Mary (an Edinburgh legionary)
Thank you for taking the time to write about the letter you found. I think it must have been unusual, even then for such a letter to be written and sent. It would be interesting to know if any relatives of the person who sent the letter are still parishioners. I think he/she/they would be touched to see the letter their relative had sent. I do not find it odd that a person suffering would offer up their troubles. when I was a little girl in the 50s and early 60s - that was a common refrain from our parents and the nuns at school when we were facing troubles: "Offer it up." I do not know if your generation got that thought passed on in full measure as it should have been. This was the kind of thing passed on in the home and reinforced in homilies and in school.
Don't forget at the time this woman wrote, people in England still had about as much rationing then as during the war still - the only way to make some good come out of privations and suffering like that would be to "offer it up." [I remember reading that in 1946, for instance, that the food ration was LESS than it had been in 1945.]

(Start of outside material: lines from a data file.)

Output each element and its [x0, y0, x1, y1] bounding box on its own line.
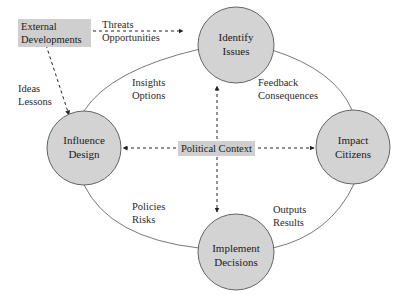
- node-influence-label: Influence Design: [48, 134, 120, 161]
- political-context-box: Political Context: [178, 141, 255, 156]
- external-developments-box: External Developments: [18, 19, 91, 47]
- label-outputs-results: Outputs Results: [273, 203, 306, 229]
- node-impact-label: Impact Citizens: [317, 134, 389, 161]
- label-ideas-lessons: Ideas Lessons: [18, 82, 52, 108]
- label-feedback-consequences: Feedback Consequences: [258, 76, 318, 102]
- label-threats-opportunities: Threats Opportunities: [102, 18, 160, 44]
- label-insights-options: Insights Options: [132, 76, 165, 102]
- node-identify-label: Identify Issues: [200, 31, 272, 58]
- node-implement-label: Implement Decisions: [200, 242, 272, 269]
- label-policies-risks: Policies Risks: [132, 200, 165, 226]
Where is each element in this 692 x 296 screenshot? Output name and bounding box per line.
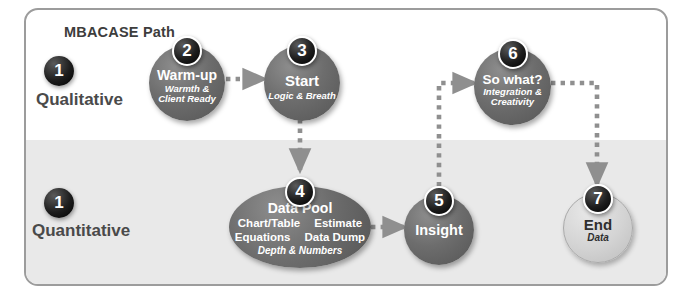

I think you will still find this spirit in your future parishioners. You will seldom get a letter like that, but the spark is often still there.
I think the PP of the church you are in now would also get a lift out of seeing that letter - be sure to show it to him.
Re: "proving" a private revelation - as far as I know, such a think can't really be done. I'm not saying it didn't happen - just that the church can not bind us to someone's private revelation. For instance, I happen to believe in the miracle of our Lady at Lourdes, but I am not bound by the church to believe it. I remain a bit skeptical re: Medjugorie.
As re: the town hall meeting, I'd be curious to know what issues were to be discussed? Was that noted?